There is no real moral or ethical justification for the practice of legacy preference, despite many attempts, using extremely convoluted logical, and many logical fallacies. The entire reason for this is to preserve a large population of high income students from powerful families. It is very good for the endowment and prestige of a university, but not the best thing for the quality of the student body. Fact is that MIT, which does not have legacy preference. does not suffer from this fact.

I can understand that smaller schools need that money that legacies provide, but that is practicality, not a higher sense of morality.

While it is true that a good student who get in to an Ivy is likely to have kids who are also good students, this ignores the fact that most legacies had parents or grandparents who got into the Ivies when competition was much lower, and the stats required to be accepted into the Ivies would barely get people into moderately competitive schools nowadays.

“Maybe they were first gen and impoverished and caught a break.”

The chances that a legacy is the child of a poor parent who “caught a break” is so very low as to be negligible. Today, fewer than 5% of all students at elite universities are low income (places like Harvard it’s about 3%), and it was much lower in the 1990s, when the parents of today’s students were going to college. Of course, you also have to take into consideration that even an Ivy league education isn’t enough to raise the income of a kid from a poor family to the economic level required to afford entry into a private elite university. So at best, maybe 3% of the legacy students are kids whose parents’ “caught a lucky break”.

So, to claim that legacy is ethical, because of these 3%, is ridiculous. I’m speaking as somebody who would have fallen into that category. My father was the child of immigrants who came with nothing, managed to do well, but still wouldn’t have had the money to send my father to a private university. But, because he was brilliant, he was accepted into Columbia University for his PhD. I’m sorry, but the legacy system wasn’t created and isn’t maintained for people like me.

I accept that the legacy system isn’t going away, and as long as it’s limited to private schools, there is nothing to do about it. But I’m not going to make believe that it is ethical.

I understand your points and don’t disagree with many.

My point is simple. Argue the practice. Not the people. The students themselves are not the problem.

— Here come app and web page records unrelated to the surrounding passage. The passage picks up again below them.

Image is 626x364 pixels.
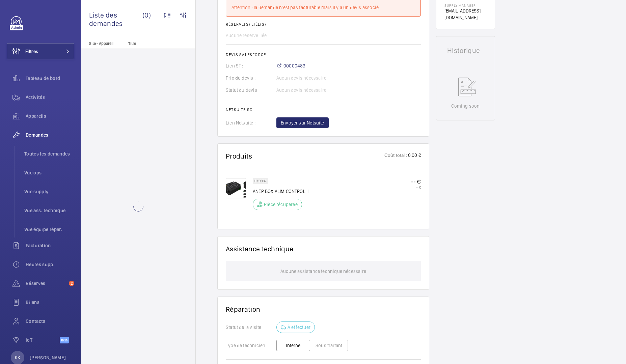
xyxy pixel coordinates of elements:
button: Sous traitant [310,340,348,351]
h2: Devis Salesforce [226,52,421,57]
h1: Réparation [226,305,421,313]
p: Coût total : [384,152,407,160]
span: Facturation [26,242,74,249]
span: Vue ops [25,169,74,176]
h2: Netsuite SO [226,107,421,112]
span: Activités [26,94,74,101]
p: Titre [129,41,173,46]
span: Contacts [26,318,74,325]
span: IoT [26,337,60,343]
p: Supply manager [445,3,487,7]
span: Toutes les demandes [25,150,74,157]
span: Demandes [26,132,74,139]
h1: Produits [226,152,253,160]
span: Envoyer sur Netsuite [281,119,324,126]
p: Site - Appareil [81,41,126,46]
p: 0,00 € [407,152,421,160]
p: -- € [411,178,421,185]
span: Bilans [26,299,74,306]
span: Tableau de bord [26,75,74,82]
p: Coming soon [451,102,480,109]
h1: Assistance technique [226,245,293,253]
h2: Réserve(s) liée(s) [226,22,421,27]
p: ANEP BOX ALIM CONTROL II [253,188,309,195]
span: Beta [60,337,69,343]
span: 2 [69,281,74,286]
button: Interne [277,340,310,351]
div: Attention : la demande n'est pas facturable mais il y a un devis associé. [231,4,415,11]
span: Vue supply [25,188,74,195]
span: Filtres [25,48,38,55]
span: Liste des demandes [89,11,142,28]
p: Aucune assistance technique nécessaire [280,261,366,281]
p: [EMAIL_ADDRESS][DOMAIN_NAME] [445,7,487,21]
p: KK [15,354,20,361]
h1: Historique [447,47,484,54]
button: Envoyer sur Netsuite [277,117,329,128]
button: Filtres [7,43,74,59]
p: SKU 132 [254,180,267,182]
span: Vue équipe répar. [25,226,74,233]
img: BWTS_a4Rs-EQyd7OkOqh9PiuYv06YApG_M3w5Lx9UowUKmjf.png [226,178,246,198]
span: 00000483 [284,62,306,69]
p: À effectuer [287,324,310,330]
a: 00000483 [277,62,306,69]
p: Pièce récupérée [264,201,298,208]
p: -- € [411,185,421,189]
span: Réserves [26,280,66,287]
span: Appareils [26,112,74,119]
span: Heures supp. [26,261,74,268]
p: [PERSON_NAME] [30,354,66,361]
span: Vue ass. technique [25,207,74,214]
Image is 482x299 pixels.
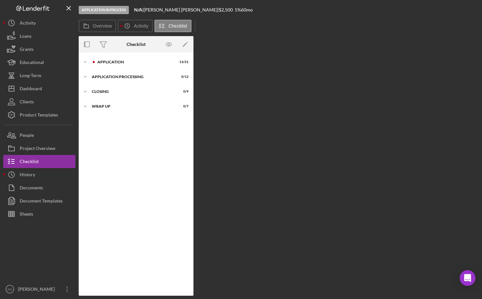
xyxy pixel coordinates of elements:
div: 0 / 9 [177,90,189,93]
button: History [3,168,75,181]
div: 60 mo [241,7,253,12]
div: 5 % [235,7,241,12]
div: Product Templates [20,108,58,123]
div: 0 / 12 [177,75,189,79]
div: Dashboard [20,82,42,97]
text: KG [8,287,12,291]
button: Checklist [3,155,75,168]
div: Checklist [20,155,39,170]
label: Checklist [169,23,187,29]
button: Clients [3,95,75,108]
button: Document Templates [3,194,75,207]
div: Grants [20,43,33,57]
div: Open Intercom Messenger [460,270,476,286]
button: Documents [3,181,75,194]
b: N/A [134,7,142,12]
div: Loans [20,30,31,44]
div: 13 / 21 [177,60,189,64]
button: Educational [3,56,75,69]
div: Project Overview [20,142,55,156]
button: Activity [3,16,75,30]
button: Checklist [154,20,192,32]
span: $2,500 [219,7,233,12]
button: Long-Term [3,69,75,82]
div: Documents [20,181,43,196]
button: People [3,129,75,142]
button: Activity [118,20,153,32]
div: Application [97,60,172,64]
label: Overview [93,23,112,29]
button: Project Overview [3,142,75,155]
button: Dashboard [3,82,75,95]
button: Product Templates [3,108,75,121]
div: 0 / 7 [177,104,189,108]
div: Long-Term [20,69,41,84]
div: Application Processing [92,75,172,79]
button: KG[PERSON_NAME] [3,282,75,296]
div: Sheets [20,207,33,222]
div: History [20,168,35,183]
button: Overview [79,20,116,32]
div: Wrap up [92,104,172,108]
div: People [20,129,34,143]
button: Grants [3,43,75,56]
button: Loans [3,30,75,43]
div: Checklist [127,42,146,47]
div: Application In Process [79,6,129,14]
div: [PERSON_NAME] [PERSON_NAME] | [144,7,219,12]
div: Closing [92,90,172,93]
div: [PERSON_NAME] [16,282,59,297]
div: Document Templates [20,194,63,209]
button: Sheets [3,207,75,220]
div: Clients [20,95,34,110]
div: | [134,7,144,12]
div: Activity [20,16,36,31]
label: Activity [134,23,148,29]
div: Educational [20,56,44,71]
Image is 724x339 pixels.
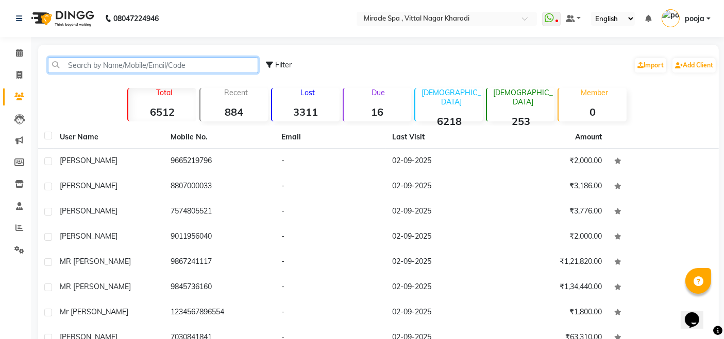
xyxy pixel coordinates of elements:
p: Lost [276,88,339,97]
td: 9845736160 [164,276,275,301]
a: Add Client [672,58,715,73]
span: [PERSON_NAME] [60,207,117,216]
span: MR [PERSON_NAME] [60,257,131,266]
td: - [275,149,386,175]
td: 02-09-2025 [386,250,496,276]
span: [PERSON_NAME] [60,156,117,165]
span: [PERSON_NAME] [60,181,117,191]
td: ₹2,000.00 [497,225,608,250]
span: mr [PERSON_NAME] [60,307,128,317]
td: 02-09-2025 [386,301,496,326]
th: Last Visit [386,126,496,149]
p: [DEMOGRAPHIC_DATA] [419,88,483,107]
td: ₹3,776.00 [497,200,608,225]
td: ₹2,000.00 [497,149,608,175]
iframe: chat widget [680,298,713,329]
td: 02-09-2025 [386,276,496,301]
p: Member [562,88,626,97]
td: 8807000033 [164,175,275,200]
th: User Name [54,126,164,149]
td: 02-09-2025 [386,225,496,250]
strong: 0 [558,106,626,118]
strong: 884 [200,106,268,118]
td: 02-09-2025 [386,200,496,225]
img: pooja [661,9,679,27]
td: - [275,175,386,200]
strong: 16 [343,106,411,118]
span: pooja [684,13,704,24]
td: ₹3,186.00 [497,175,608,200]
span: MR [PERSON_NAME] [60,282,131,291]
th: Email [275,126,386,149]
b: 08047224946 [113,4,159,33]
td: - [275,301,386,326]
span: Filter [275,60,291,70]
th: Mobile No. [164,126,275,149]
td: 9867241117 [164,250,275,276]
td: - [275,250,386,276]
td: ₹1,800.00 [497,301,608,326]
input: Search by Name/Mobile/Email/Code [48,57,258,73]
p: Due [346,88,411,97]
a: Import [634,58,666,73]
td: - [275,276,386,301]
p: Total [132,88,196,97]
td: 7574805521 [164,200,275,225]
td: - [275,200,386,225]
td: 02-09-2025 [386,175,496,200]
strong: 253 [487,115,554,128]
td: - [275,225,386,250]
td: ₹1,21,820.00 [497,250,608,276]
p: Recent [204,88,268,97]
td: 02-09-2025 [386,149,496,175]
td: 9665219796 [164,149,275,175]
strong: 6512 [128,106,196,118]
td: 1234567896554 [164,301,275,326]
th: Amount [569,126,608,149]
strong: 6218 [415,115,483,128]
span: [PERSON_NAME] [60,232,117,241]
img: logo [26,4,97,33]
td: 9011956040 [164,225,275,250]
td: ₹1,34,440.00 [497,276,608,301]
p: [DEMOGRAPHIC_DATA] [491,88,554,107]
strong: 3311 [272,106,339,118]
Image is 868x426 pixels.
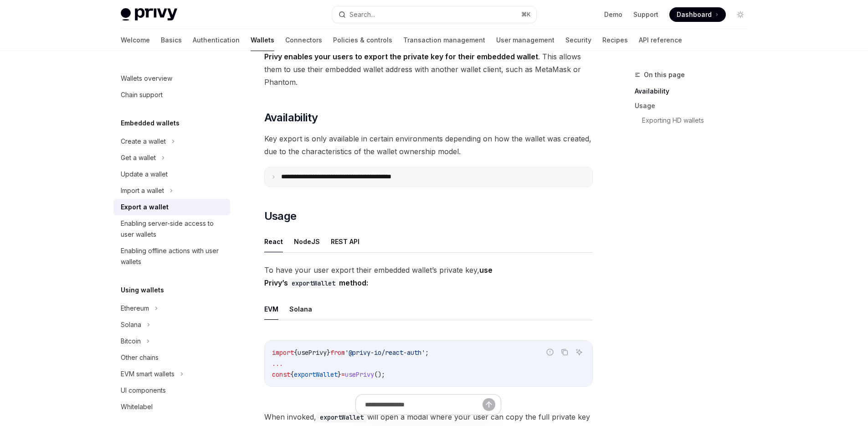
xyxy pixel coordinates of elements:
[121,8,177,21] img: light logo
[644,70,685,80] span: On this page
[272,370,291,378] span: const
[345,370,374,378] span: usePrivy
[272,348,294,356] span: import
[121,218,225,240] div: Enabling server-side access to user wallets
[545,346,556,358] button: Report incorrect code
[341,370,345,378] span: =
[114,215,230,243] a: Enabling server-side access to user wallets
[264,50,593,88] span: . This allows them to use their embedded wallet address with another wallet client, such as MetaM...
[121,90,163,100] div: Chain support
[604,10,623,19] a: Demo
[297,348,327,356] span: usePrivy
[121,73,173,84] div: Wallets overview
[497,29,555,51] a: User management
[633,10,659,19] a: Support
[374,370,385,378] span: ();
[121,319,141,330] div: Solana
[121,169,168,179] div: Update a wallet
[264,298,279,320] button: EVM
[574,346,586,358] button: Ask AI
[264,132,593,158] span: Key export is only available in certain environments depending on how the wallet was created, due...
[114,166,230,182] a: Update a wallet
[635,99,755,113] a: Usage
[272,359,283,368] span: ...
[121,136,166,146] div: Create a wallet
[425,348,429,356] span: ;
[121,303,149,314] div: Ethereum
[333,29,392,51] a: Policies & controls
[121,401,152,413] div: Whitelabel
[114,398,230,415] a: Whitelabel
[332,7,536,23] button: Search...⌘K
[294,231,320,252] button: NodeJS
[114,243,230,270] a: Enabling offline actions with user wallets
[294,370,338,378] span: exportWallet
[264,265,493,287] strong: use Privy’s method:
[121,385,166,396] div: UI components
[677,10,712,19] span: Dashboard
[285,29,322,51] a: Connectors
[264,52,539,61] strong: Privy enables your users to export the private key for their embedded wallet
[121,352,158,363] div: Other chains
[264,111,318,125] span: Availability
[121,285,164,295] h5: Using wallets
[331,231,359,252] button: REST API
[289,298,312,320] button: Solana
[350,9,375,20] div: Search...
[251,29,274,51] a: Wallets
[114,349,230,365] a: Other chains
[565,29,592,51] a: Security
[264,264,593,289] span: To have your user export their embedded wallet’s private key,
[330,348,345,356] span: from
[669,7,726,22] a: Dashboard
[114,382,230,398] a: UI components
[559,346,571,358] button: Copy the contents from the code block
[345,348,425,356] span: '@privy-io/react-auth'
[734,7,748,22] button: Toggle dark mode
[338,370,341,378] span: }
[161,29,182,51] a: Basics
[288,278,339,288] code: exportWallet
[403,29,486,51] a: Transaction management
[121,152,156,163] div: Get a wallet
[121,202,169,212] div: Export a wallet
[121,336,141,347] div: Bitcoin
[603,29,628,51] a: Recipes
[639,29,683,51] a: API reference
[521,11,531,18] span: ⌘ K
[483,398,495,411] button: Send message
[635,84,755,99] a: Availability
[121,117,179,129] h5: Embedded wallets
[114,70,230,87] a: Wallets overview
[114,87,230,103] a: Chain support
[114,199,230,215] a: Export a wallet
[264,209,297,223] span: Usage
[121,368,175,380] div: EVM smart wallets
[642,113,755,128] a: Exporting HD wallets
[327,348,330,356] span: }
[294,348,297,356] span: {
[121,245,225,268] div: Enabling offline actions with user wallets
[264,231,283,252] button: React
[193,29,240,51] a: Authentication
[121,185,164,196] div: Import a wallet
[291,370,294,378] span: {
[121,29,150,51] a: Welcome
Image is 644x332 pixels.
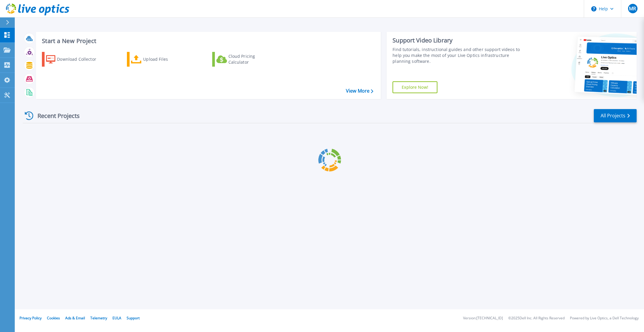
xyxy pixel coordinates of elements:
[463,316,503,320] li: Version: [TECHNICAL_ID]
[127,315,140,320] a: Support
[42,38,373,44] h3: Start a New Project
[212,52,278,67] a: Cloud Pricing Calculator
[508,316,565,320] li: © 2025 Dell Inc. All Rights Reserved
[47,315,60,320] a: Cookies
[346,88,373,94] a: View More
[229,53,276,65] div: Cloud Pricing Calculator
[112,315,121,320] a: EULA
[392,46,521,64] div: Find tutorials, instructional guides and other support videos to help you make the most of your L...
[19,315,41,320] a: Privacy Policy
[57,53,104,65] div: Download Collector
[570,316,639,320] li: Powered by Live Optics, a Dell Technology
[23,109,87,123] div: Recent Projects
[65,315,85,320] a: Ads & Email
[143,53,190,65] div: Upload Files
[629,6,636,11] span: MR
[594,109,637,123] a: All Projects
[127,52,193,67] a: Upload Files
[90,315,107,320] a: Telemetry
[42,52,108,67] a: Download Collector
[392,82,437,93] a: Explore Now!
[392,36,521,44] div: Support Video Library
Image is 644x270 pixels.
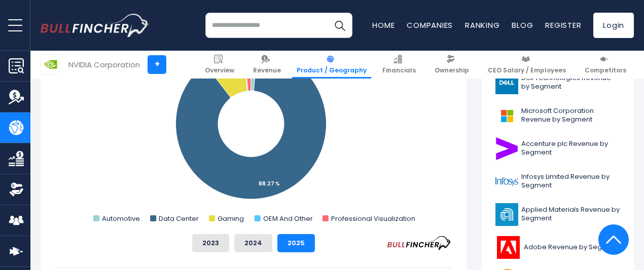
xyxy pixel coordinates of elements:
[522,206,620,223] span: Applied Materials Revenue by Segment
[102,214,140,223] text: Automotive
[522,173,620,190] span: Infosys Limited Revenue by Segment
[522,107,620,124] span: Microsoft Corporation Revenue by Segment
[465,20,500,30] a: Ranking
[259,180,280,187] tspan: 88.27 %
[263,214,313,223] text: OEM And Other
[593,13,634,38] a: Login
[234,234,273,253] button: 2024
[496,137,518,160] img: ACN logo
[488,66,566,74] span: CEO Salary / Employees
[159,214,199,223] text: Data Center
[200,51,239,79] a: Overview
[331,214,415,223] text: Professional Visualization
[249,51,285,79] a: Revenue
[41,14,150,37] a: Go to homepage
[205,66,234,74] span: Overview
[512,20,533,30] a: Blog
[69,59,140,70] div: NVIDIA Corporation
[490,201,627,229] a: Applied Materials Revenue by Segment
[522,74,620,91] span: Dell Technologies Revenue by Segment
[218,214,244,223] text: Gaming
[292,51,371,79] a: Product / Geography
[490,102,627,130] a: Microsoft Corporation Revenue by Segment
[585,66,627,74] span: Competitors
[496,236,521,259] img: ADBE logo
[383,66,416,74] span: Financials
[490,168,627,196] a: Infosys Limited Revenue by Segment
[496,104,518,127] img: MSFT logo
[297,66,367,74] span: Product / Geography
[522,140,620,157] span: Accenture plc Revenue by Segment
[496,203,518,226] img: AMAT logo
[407,20,453,30] a: Companies
[327,13,352,38] button: Search
[435,66,469,74] span: Ownership
[545,20,581,30] a: Register
[378,51,420,79] a: Financials
[41,55,61,74] img: NVDA logo
[278,234,315,253] button: 2025
[192,234,229,253] button: 2023
[148,55,167,74] a: +
[524,243,620,252] span: Adobe Revenue by Segment
[253,66,281,74] span: Revenue
[496,72,518,94] img: DELL logo
[56,23,451,226] svg: NVIDIA Corporation's Revenue Share by Segment
[483,51,571,79] a: CEO Salary / Employees
[41,14,150,37] img: bullfincher logo
[490,234,627,262] a: Adobe Revenue by Segment
[496,170,518,193] img: INFY logo
[430,51,474,79] a: Ownership
[9,182,24,197] img: Ownership
[581,51,631,79] a: Competitors
[490,135,627,163] a: Accenture plc Revenue by Segment
[372,20,395,30] a: Home
[490,69,627,97] a: Dell Technologies Revenue by Segment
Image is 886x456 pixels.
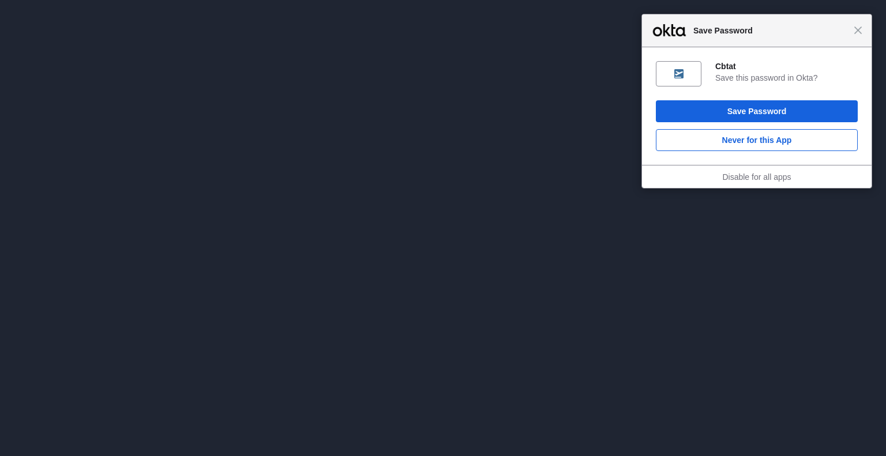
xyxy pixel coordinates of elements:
button: Never for this App [656,129,858,151]
button: Save Password [656,100,858,122]
a: Disable for all apps [722,172,791,182]
div: Save this password in Okta? [715,73,858,83]
div: Cbtat [715,61,858,72]
span: Close [854,26,862,35]
span: Save Password [688,24,854,37]
img: 9IrUADAAAABklEQVQDAMp15y9HRpfFAAAAAElFTkSuQmCC [674,69,684,78]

Because legacy is not an obvious or visible characteristic generally (unlike gender, race, ethnicity, celebrity status, athlete status, etc.), legacy students are much less likely to be subject to social stigma along the lines of “only got in because of ____” that students in the other groups may be subject to (regardless of their actual academic performance or whether they actually benefited from an admission preference), even though legacy preference in admission (when used) looks more like unearned privilege of inherited aristocracy than any other except for the much less numerous celebrity and development ones.

So do not worry about the legacy students (whether or not they actually benefited from an admission preference) being discriminated against by being seen as the problem (as opposed to the policy).

It is pretty commonly accepted by the students at HYP that legacies are weaker, at least in theory. For that reason it is downplayed and rarely advertised. I have been surprised, looking through donation lists and the occasional article highlighting notable gifts in my alumni magazines, how many of my classmates it turns out were legacies. They hid it well because I had no idea at the time we were all in school. Fortunately, I was more diplomatic in those days, so I probably didn’t go around saying that legacies were weak. Well, at least not too often :slight_smile:

These schools are clearly businesses. I think the middle-class, unhooked are in the worst positions when applying to private schools.